I have a former graduate student (you know who you are) who always talks about using magic. If she wants something to work out a certain way, she simply “casts a spell” to make things right. Of course, like most of us, she expertly avoids paying attention to evidence refuting her magical abilities, while studiously attending to moments when it appears her spells have somehow affected reality.
This was all in good fun. We were driving many miles back and forth to an internship site at Trapper Creek and in some ways her spells were designed to counter my tendency to construct a firm deterministic viewpoint. Although I agree there are many mysteries in life and that there’s likely room for magic, I get quickly impatient with too many attributions about magic, miracles, past lives, and sinister ghosts in the halls of the female dorm at Trapper Creek Job Corps.
Despite my general avoidance of magical thinking, I find myself very intrigued with this old quotation of Freud’s that Steven de Shazer turned into a book title:
“Words were originally magic and to this day words have retained much of their ancient magical power. By words one person can make another blissfully happy or drive him [or her] to despair . . . . Words provoke affects and are in general the means of mutual influence among men [or women].”
I do think words have powerful influence . . . but it’s equally true that what we don’t say—the nonverbal, and listening in particular—can be just as magical. All this is a way of introducing the following excerpt soon be published in the 2nd edition of our Counseling and Psychotherapy Theories in Context and Practice textbook as food for thought this Monday morning. Here it is:
The Magic of Person-Centered Listening
Person-centered listening isn’t in vogue in the United States. It might be that most of us are too busy tweeting and expressing ourselves to dedicate time and space to person-centered listening. The unpopularity of person-centered approaches also might be related to the prominent “quick fix” attitude toward mental health problems. And so, call us old-fashioned, but we think that if you haven’t learned to do person-centered listening, you’re missing something big.
Years ago, when John was deep into the “Carl Rogers” stage of his development, he decided to create a person-centered video recording to demonstrate the approach. He recruited a volunteer from an introductory psychology course, obtained informed consent, set up a time and a place, welcomed a young woman into the room, and started listening.
Lucky for John, the woman was a talker. It’s much harder to get the magic to happen with nonverbal introductory psychology students.
It wasn’t long into the session when John attempted a short summary of what the woman had said. He felt self-conscious and inarticulate, but was genuinely trying to do the person-centered listening thing: He was paraphrasing, reflecting feelings, summarizing, walking within, and doing all he could to be present in the room and make contact or connect with the “client.” After his rambling summary, there was an awkward silence. John remained silent, trusting that the client knew where to go next. And she did. She cut through the awkwardness with a disclosure of having been sexually molested as a child. John continued listening non-directively as the woman told her story, shed a few tears, and spoke powerfully about her journey toward building inner strength.
The demonstration recording was a huge success . . . except for the fact that the audio was terrible. To hear the powerful disclosure and share in the magic of person-centered process, John had to force his class of 15 graduate students to gather within three feet of the television in perfect silence . . . which was also rather awkward.
The lesson of person-centered listening is that sometimes when you put it all together the client can take you places you never knew existed. There are many things about our clients that we’ll never know unless and until we listen empathically, communicate genuinely, and experience respect for the other person with our heart and soul. As Rogers (1961) said, “. . . the client knows what hurts. . .” and so it’s up to us—as therapists—to provide an environment where clients can articulate their pain and re-activate their actualizing tendency.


Exercise description
In the listing below, print exactly the lines from the first through the one that contains "This screenshot has width=1142, height=422.".

-- Supplied data follows --

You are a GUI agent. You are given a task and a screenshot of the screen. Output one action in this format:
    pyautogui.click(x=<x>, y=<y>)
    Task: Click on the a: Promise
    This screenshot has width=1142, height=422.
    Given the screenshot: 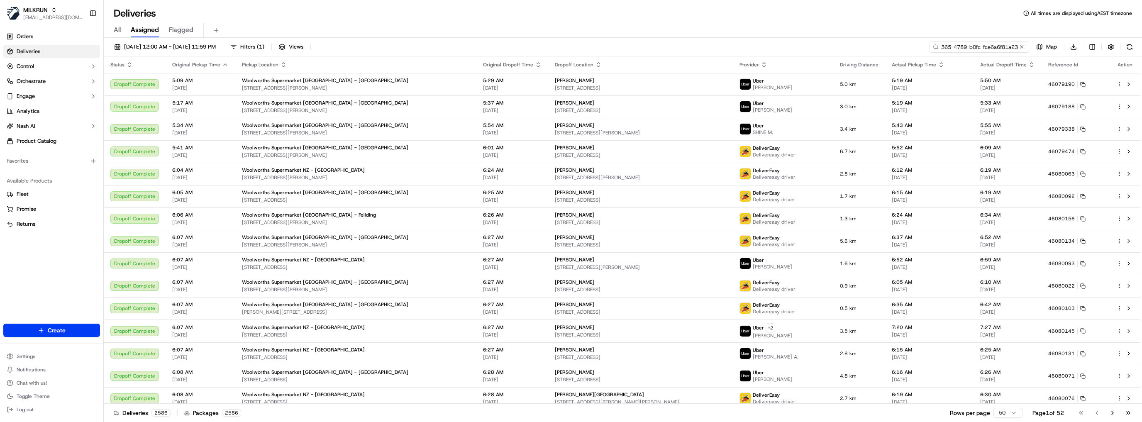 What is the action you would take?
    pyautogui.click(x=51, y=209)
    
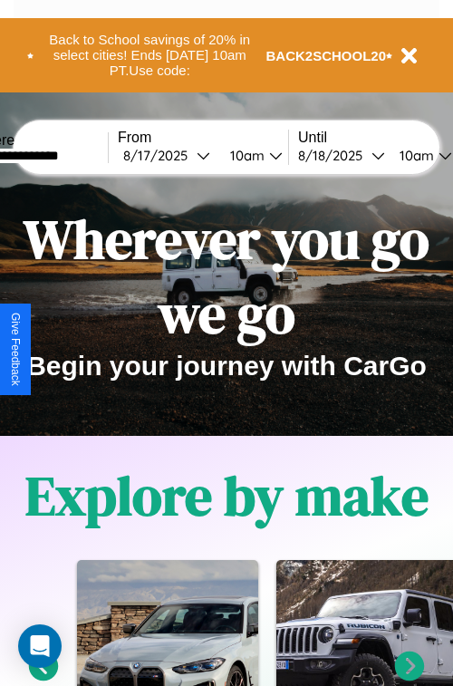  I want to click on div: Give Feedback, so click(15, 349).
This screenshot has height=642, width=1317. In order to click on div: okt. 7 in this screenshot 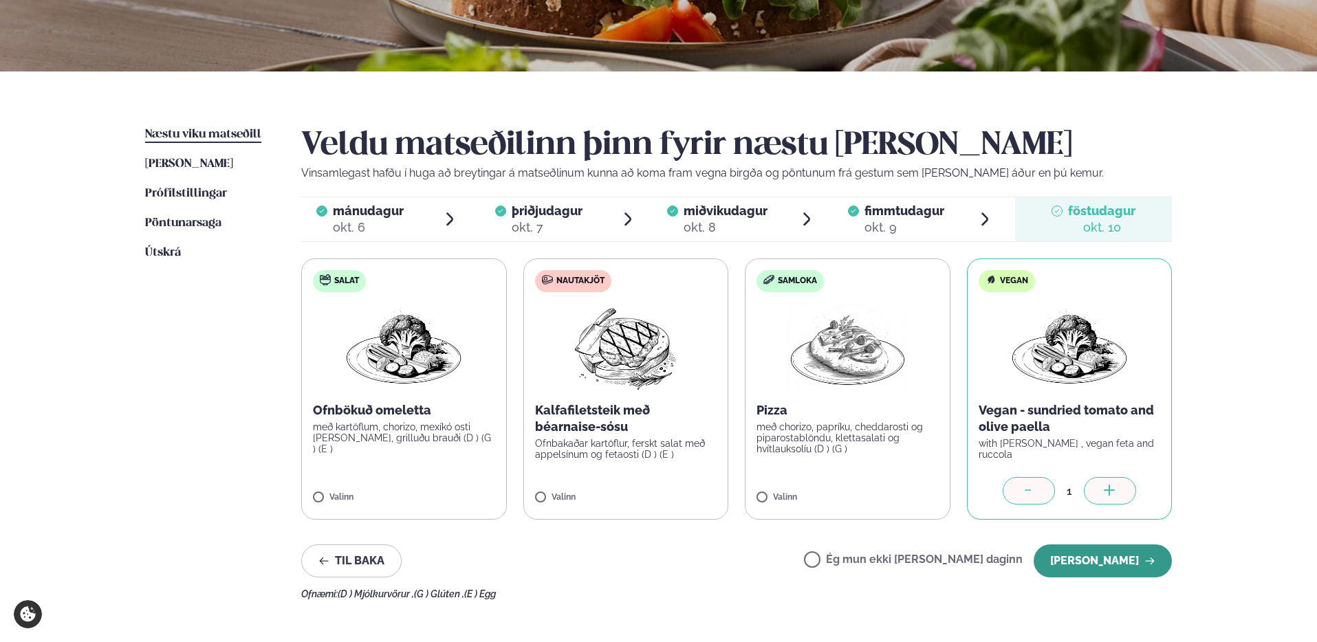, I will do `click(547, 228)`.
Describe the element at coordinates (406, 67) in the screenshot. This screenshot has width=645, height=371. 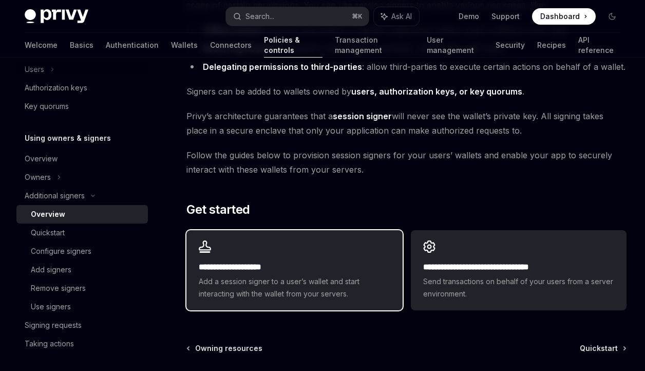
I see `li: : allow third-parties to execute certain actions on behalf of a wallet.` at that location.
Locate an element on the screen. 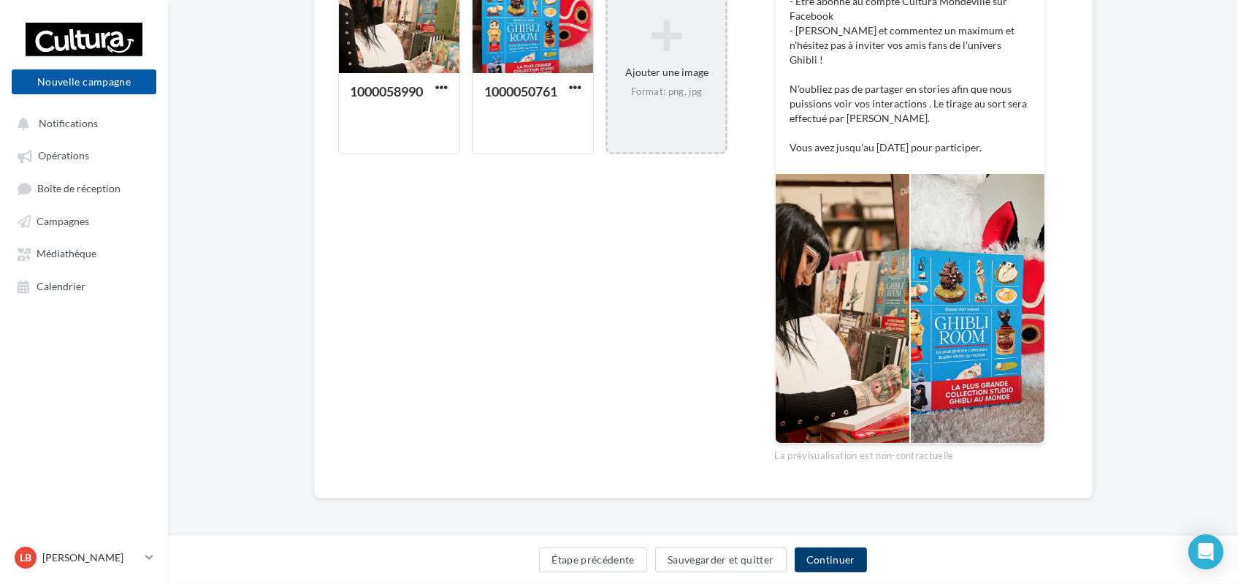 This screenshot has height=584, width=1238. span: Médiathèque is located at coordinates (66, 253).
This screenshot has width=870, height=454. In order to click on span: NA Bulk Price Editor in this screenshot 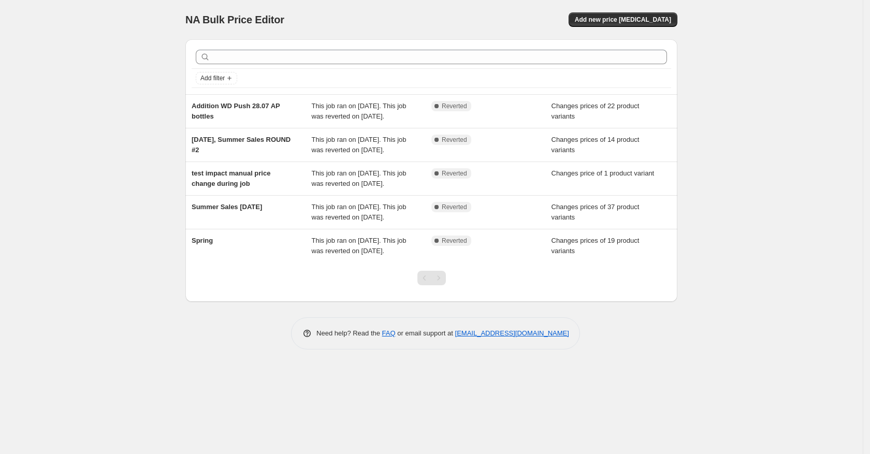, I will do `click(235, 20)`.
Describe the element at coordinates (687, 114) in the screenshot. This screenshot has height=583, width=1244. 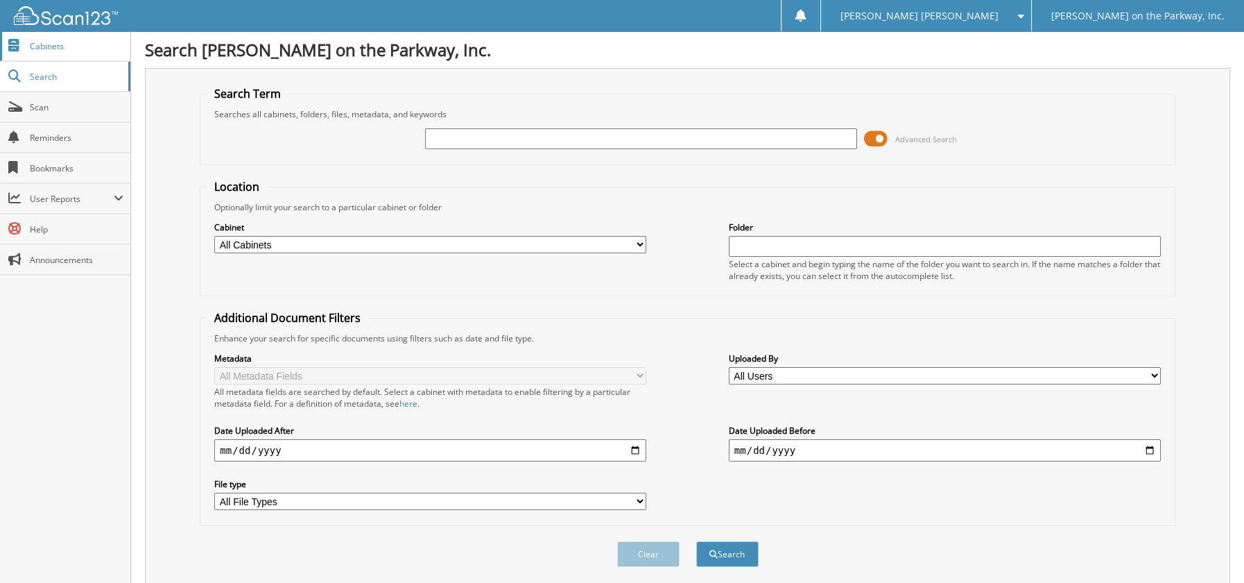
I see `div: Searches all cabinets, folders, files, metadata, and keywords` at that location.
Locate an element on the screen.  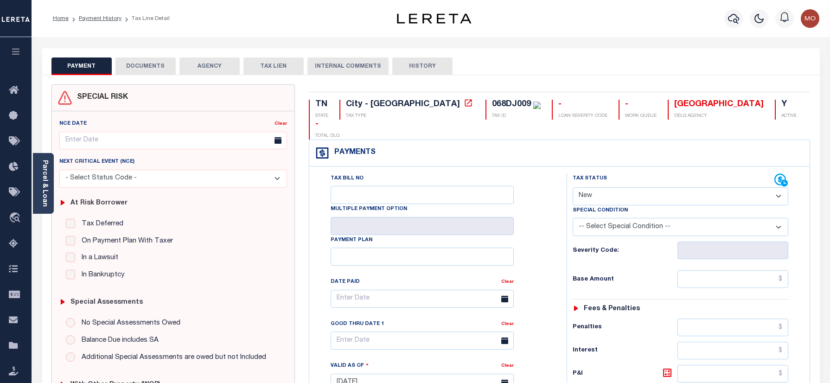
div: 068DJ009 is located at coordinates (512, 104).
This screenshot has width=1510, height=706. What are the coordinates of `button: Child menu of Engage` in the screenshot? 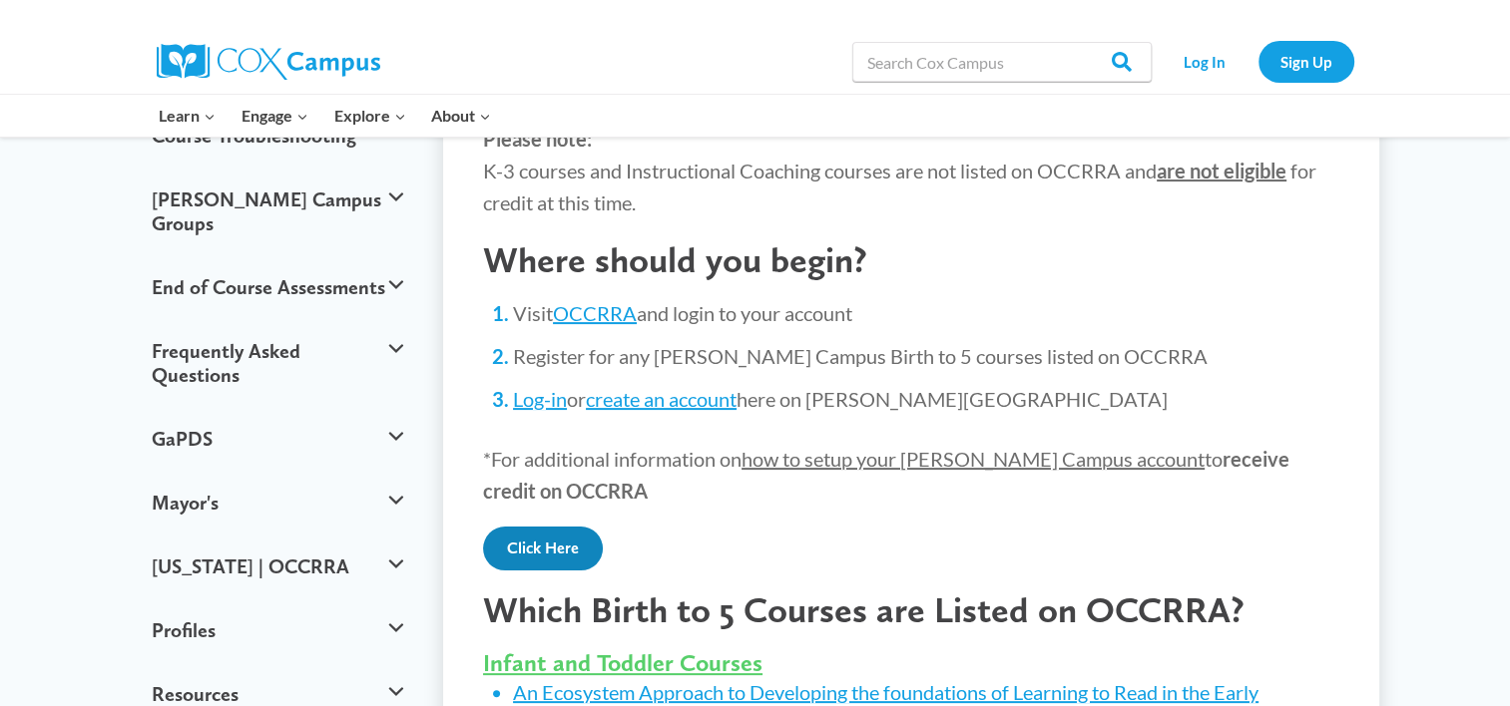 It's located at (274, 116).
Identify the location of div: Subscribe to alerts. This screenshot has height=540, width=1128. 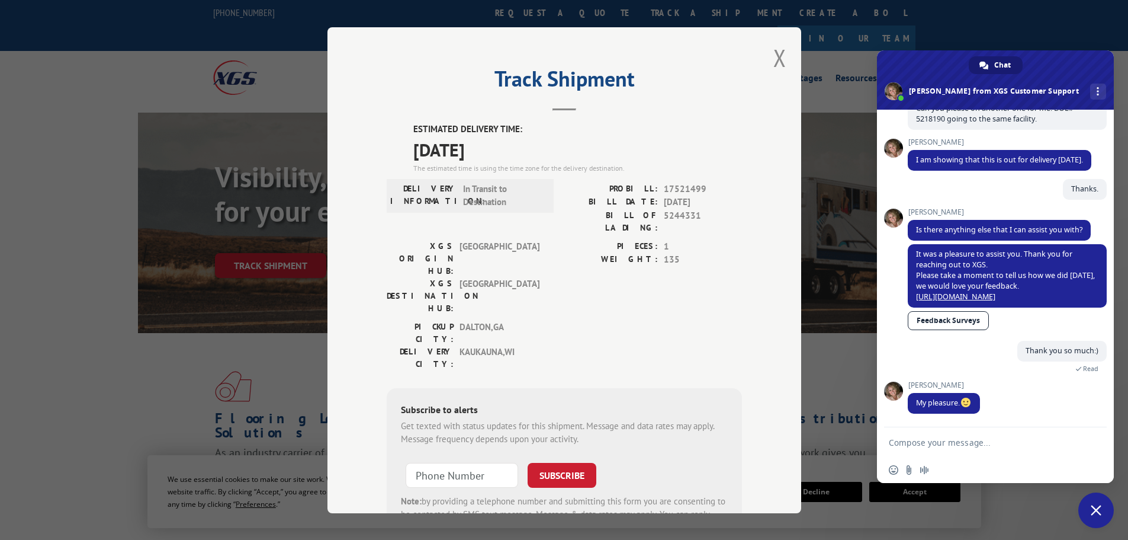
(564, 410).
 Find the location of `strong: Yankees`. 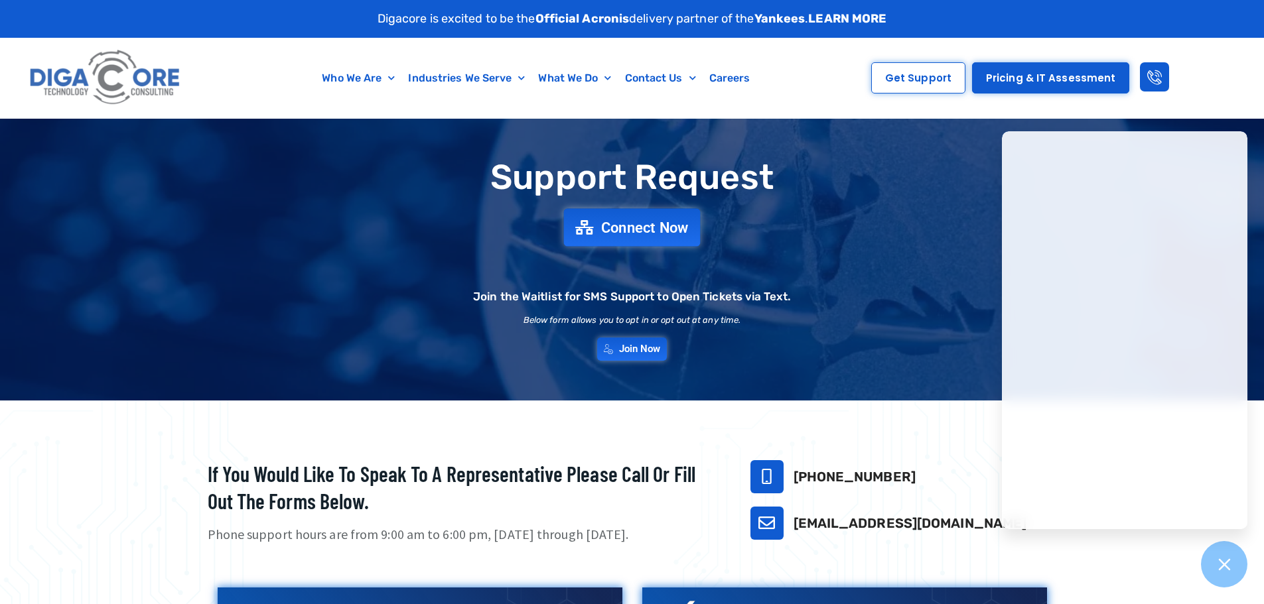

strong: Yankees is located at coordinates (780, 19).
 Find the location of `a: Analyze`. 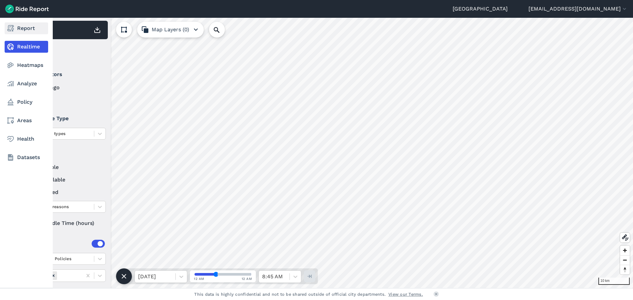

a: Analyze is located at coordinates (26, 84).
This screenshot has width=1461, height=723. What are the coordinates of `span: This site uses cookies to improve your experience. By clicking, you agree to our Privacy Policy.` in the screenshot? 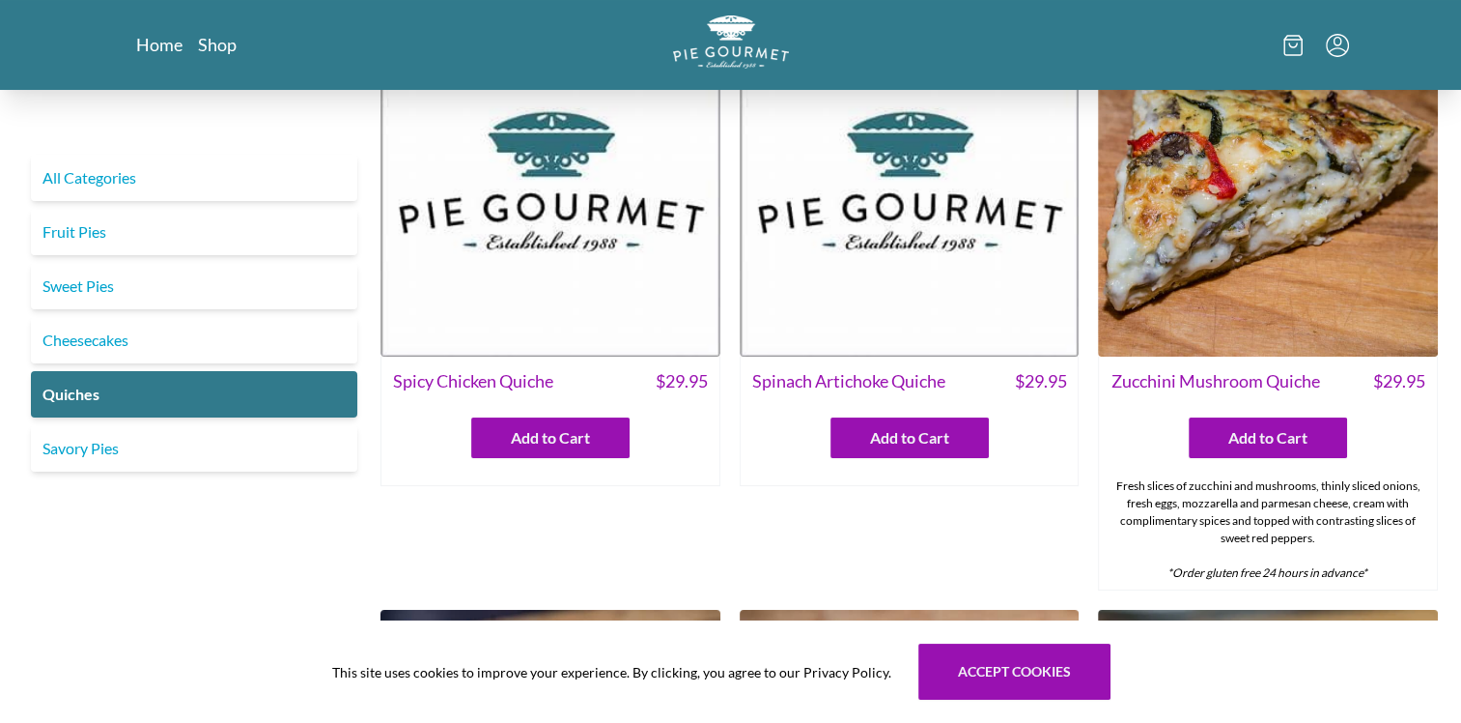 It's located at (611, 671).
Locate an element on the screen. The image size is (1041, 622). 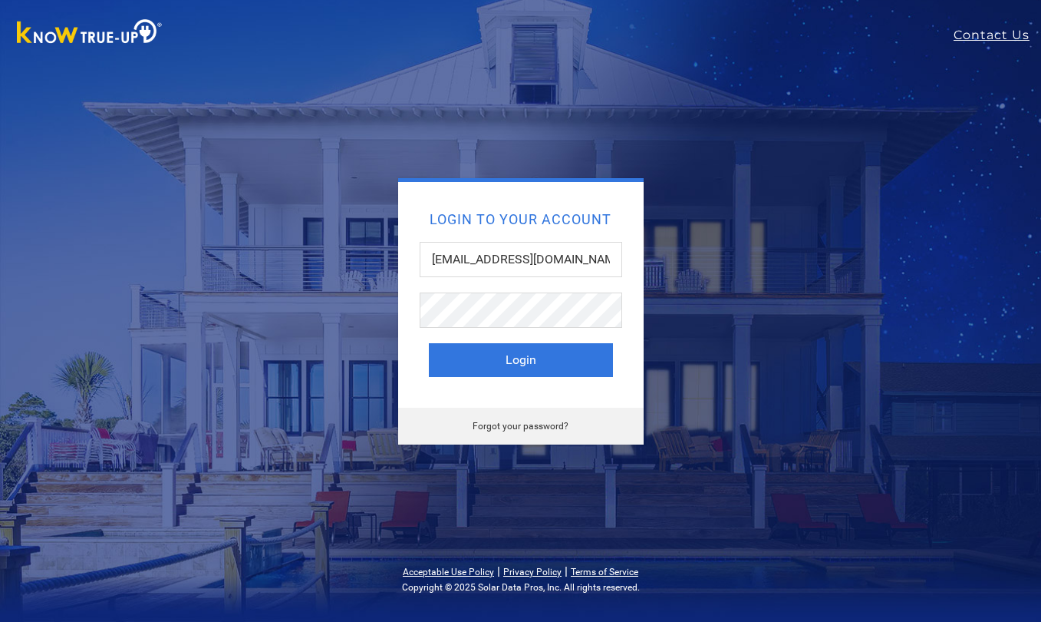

-- Supplied data concluded --

Answer space
You are a GUI agent. You are given a task and a screenshot of the screen. Output one action in this format:
    pyautogui.click(x=<x>, y=<y>)
    Task: Click on the a: Promise
    This screenshot has width=1142, height=422.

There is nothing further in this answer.